High schooler lands two 11-pound-plus bass in tournament

Bryce Sanders, left, and Shawn Pender, right, hold the bass that gave them a first-place finish March 25 in an ALBC Regional Tournament. Sanders and Penders, both seniors and also members of the Glenmora High School track and field team this spring, rode two 11-plus pound bass to a first-place finish in the tournament after fishing Indian Creek Reservoir.

Around 8:30 a.m. on March 25, Glenmora High School’s Shawn Pender made the right cast at the right time with the right bait and pulled out an 11.42-pound bass.

Two hours later, Pender made another right cast, right time, right bait delivery, then set the hook on an 11.77-pounder on his way to winning an Association of Louisiana Bass Clubs tournament that Saturday with fellow senior Bryce Sanders.

They weren’t fishing hawg-laden Florida, lunker lakes in California or, even, Toledo Bend or Caney Lake. Pender was on Indian Creek Reservoir, his home lake. He’s a resident of Forest Hill, which is on the south end of the 2,600-acre lake.

“I’ll never forget that day. I’ll never forget,” Pender said a few days later. “I never could believe a lake I’ve been fishing my whole life and caught one 10 pounds-even (his previous PB) in 2022. Then I caught these two.”

Neither will Sanders or their captain for the day, Pender’s father, Travis Pender. The two-man team’s five-bass limit weighed 32.77 pounds, more than enough to top the nearly 30-boat field.

An excited crowd

The 3:30 p.m. weigh-in after a safe daylight start was special at Red River Landing, Alexandria. (Tournament anglers could fish the lake of their choice.)

“Whenever we pulled those two out of the bag, people said, ‘Oh my gosh!’ That got a genuine reaction out of everybody. Indian Creek is not known for big bass,” Pender said, noting a circle of onlookers crowded around them.

Pender was hopeful of eliciting an even bigger reaction at the weigh-in. He fished the Louisiana High School B.A.S.S. Nation tournament March 18 at Caney Lake when Mason McCormick and Alexis Virgillito with Bossier Parish High School Fishing busted a winning five-fish limit at 37.13 pounds. It was the heaviest limit in high school bass fishing history.

After catching two 11s, a 5 and a 3, Pender and Sanders wanted to break the new national record. The good friends and fishing buddies, who targeted bedding bass, came up a little less than 5 pounds short.

The first 11-pounder bit on a watermelon/red YUM Thump’n Dinger, Texas-rigged under a 3/8-ounce bullet weight. At one heart-stopping point it jumped and gave them a spectacular headshake.

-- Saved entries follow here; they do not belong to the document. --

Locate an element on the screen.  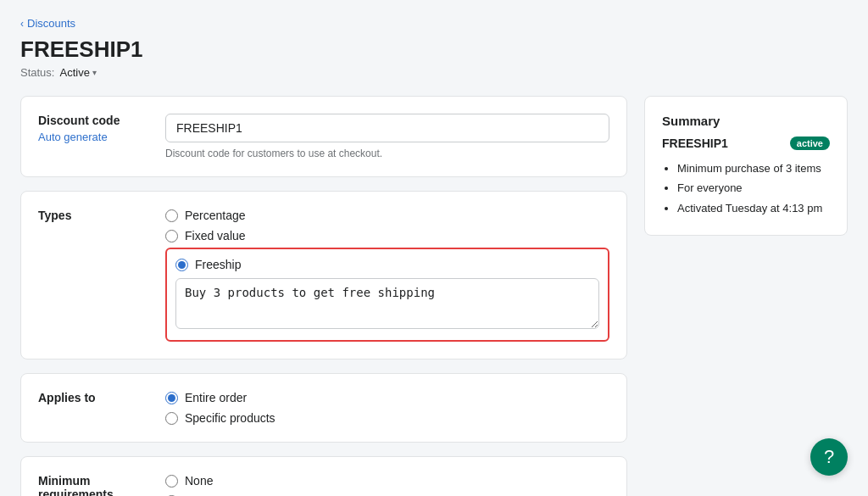
type-freeship-label: Freeship is located at coordinates (218, 265). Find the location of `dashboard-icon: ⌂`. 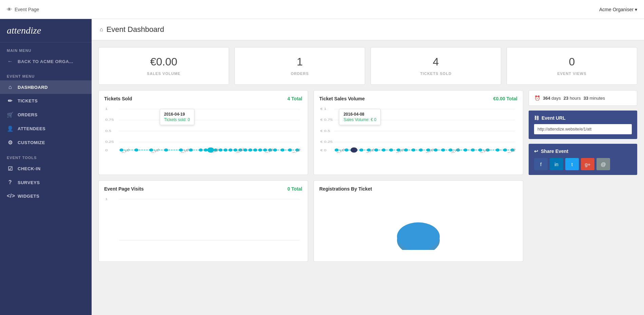

dashboard-icon: ⌂ is located at coordinates (10, 87).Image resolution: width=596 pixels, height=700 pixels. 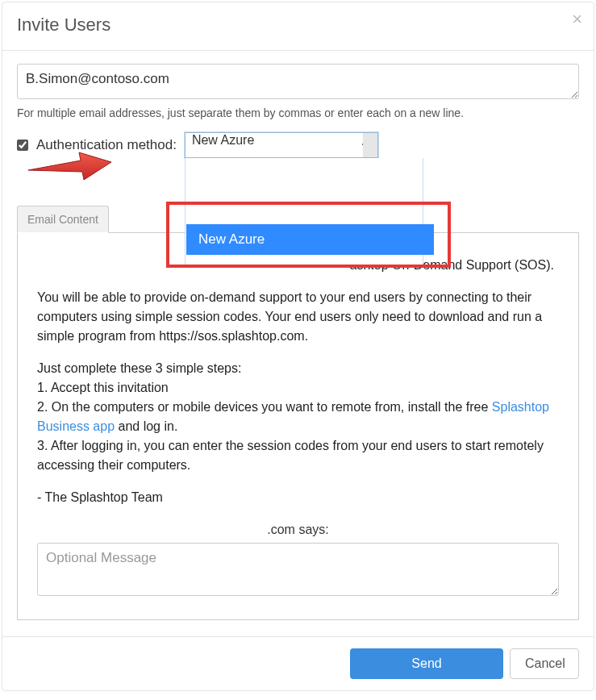 What do you see at coordinates (427, 664) in the screenshot?
I see `send-button: Send` at bounding box center [427, 664].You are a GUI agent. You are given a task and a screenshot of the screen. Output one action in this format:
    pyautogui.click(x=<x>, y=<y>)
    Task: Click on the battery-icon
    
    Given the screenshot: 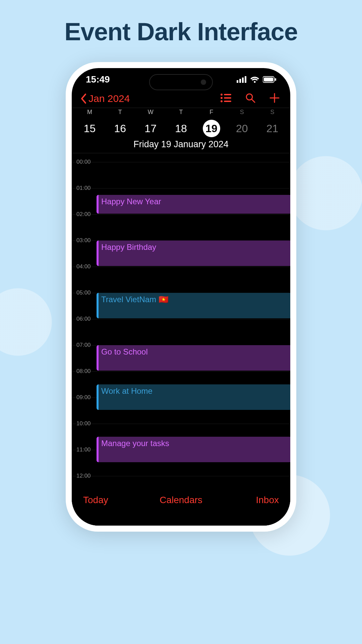 What is the action you would take?
    pyautogui.click(x=269, y=79)
    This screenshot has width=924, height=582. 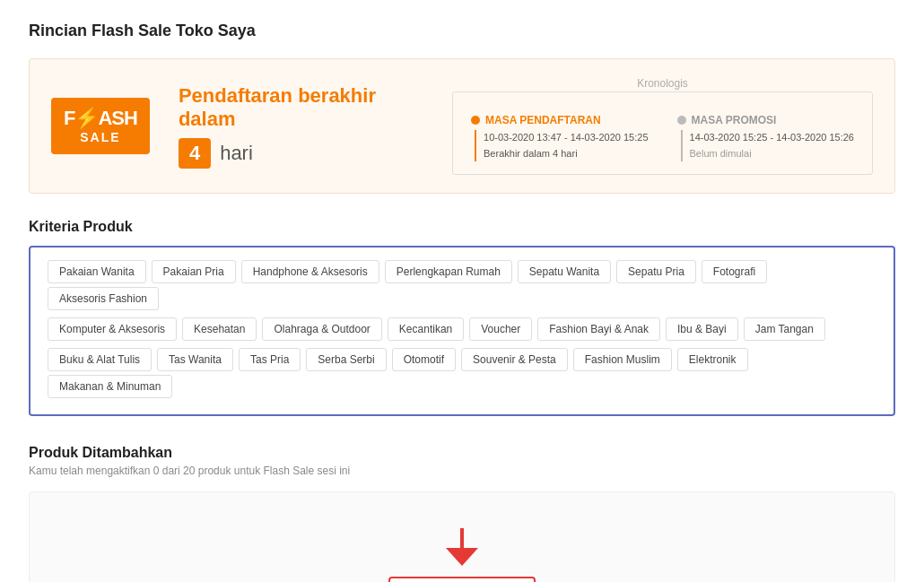 What do you see at coordinates (462, 453) in the screenshot?
I see `produk-title: Produk Ditambahkan` at bounding box center [462, 453].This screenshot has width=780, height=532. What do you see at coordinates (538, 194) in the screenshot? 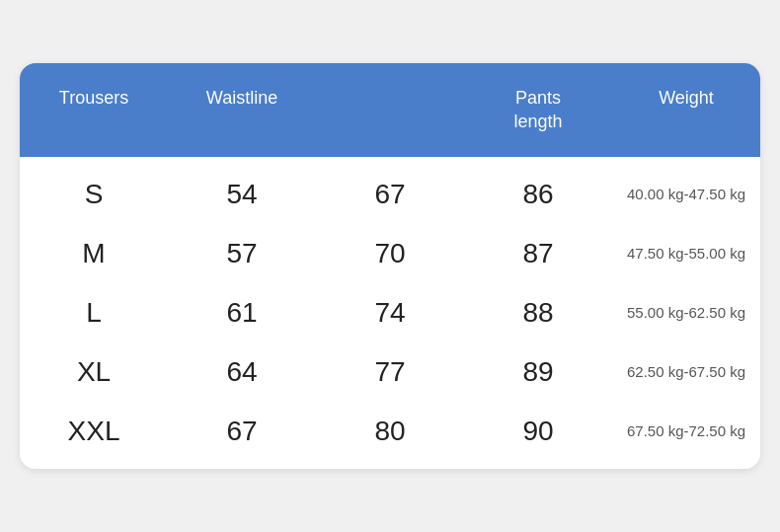
I see `cell-pants-length: 86` at bounding box center [538, 194].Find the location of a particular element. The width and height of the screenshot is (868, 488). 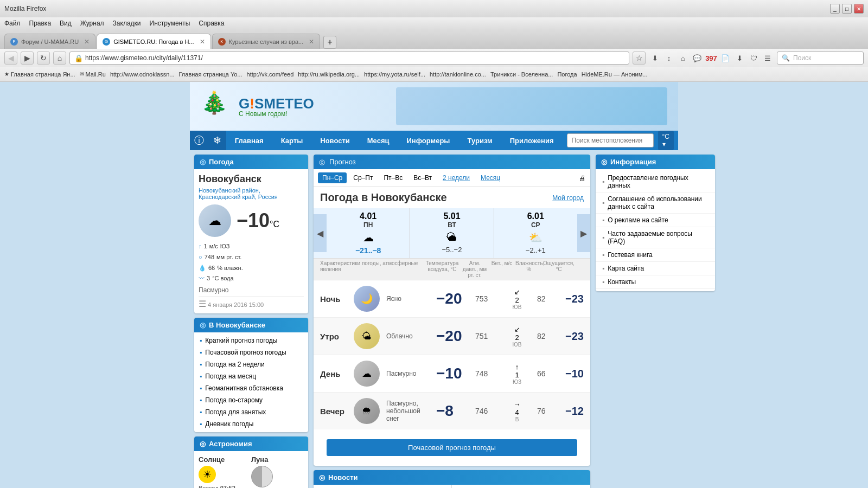

menu-journal: Журнал is located at coordinates (92, 23).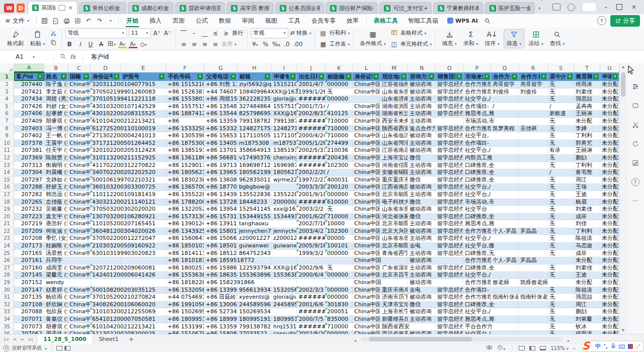 The width and height of the screenshot is (644, 352). I want to click on row-number: 6, so click(7, 114).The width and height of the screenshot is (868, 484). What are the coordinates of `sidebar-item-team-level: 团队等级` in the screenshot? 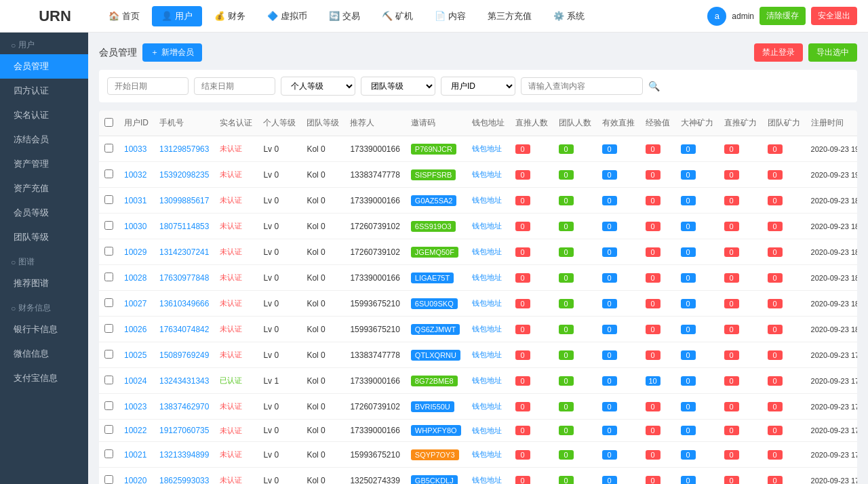 It's located at (44, 237).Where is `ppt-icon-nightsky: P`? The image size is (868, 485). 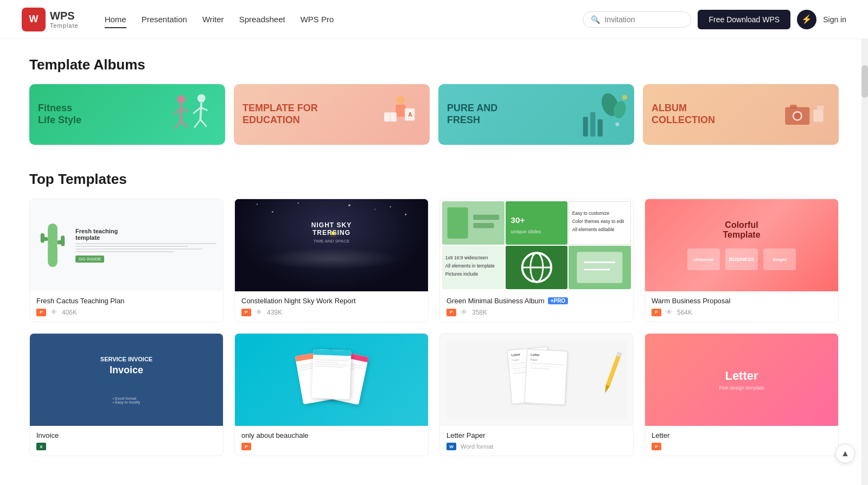
ppt-icon-nightsky: P is located at coordinates (246, 312).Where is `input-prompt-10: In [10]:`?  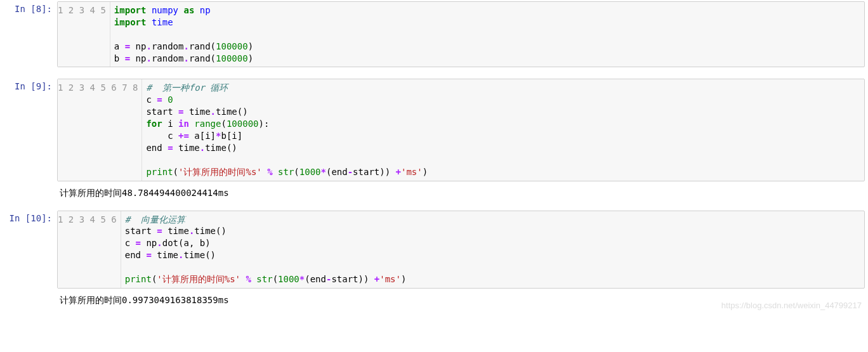 input-prompt-10: In [10]: is located at coordinates (29, 250).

“When it turned in the water I said, ‘I’ve got something big on this line.’ It pulled drag out and we finally got it in the net. It’s all a blur it happened so fast. I looked at dad. I looked at Bryce. I said, ‘This is huge,’” Pender said.

In essence, he said, they all “freaked out.”

An 11.77-pound bass with a big belly was the second 11-pound-plus bass caught by a proud Shawn Pender, who caught both fish on March 25 at Indian Creek Reservoir.

Keeping the fish alive

His immediate concern was to keep the bass in good health.

“We were scared we couldn’t keep it alive. I wanted to keep this fish alive,” he said.

That prompted a call to his mother, Kellie Pender, to bring a screwdriver so they could take the divider out of the Ranger’s livewell to give the bass room. Doing so let it relax length-wise.

The second 11 was quite a story. The bedding bass mouthed the tail of the YUM Thump’n Dinger, then escaped the hookset. Later, still on her bed, the bass grabbed the plastic worm, inhaled and got hooked deep down, which enabled her teeth to cut the line.

Nonplussed, Pender picked up another fishing rod to pitch a blue/sapphire ZOOM Z-Craw Jr.

A back-and-forth battle commenced with the double-digit bass battling the drag and the bass angler muscling the bass out of the grass twice. Eventually, the 11.77-pounder was in his hands.

“I said, “I hope we got room in the livewell,’” Pender said.

To watch a video of the two high school anglers discussing the memorable day with Louisiana Department of Wildlife and Fisheries Press Secretary Ed Pratt in the state agency’s first-ever Youth Speak, go to www.facebook.com/ldwffb/videos/178698661663070.

About Don Shoopman 556 Articles
Don Shoopman fishes for freshwater and saltwater species mostly in and around the Atchafalaya Basin and Vermilion Bay. He moved to the Sportsman’s Paradise in 1976, and he and his wife June live in New Iberia. They have two grown sons.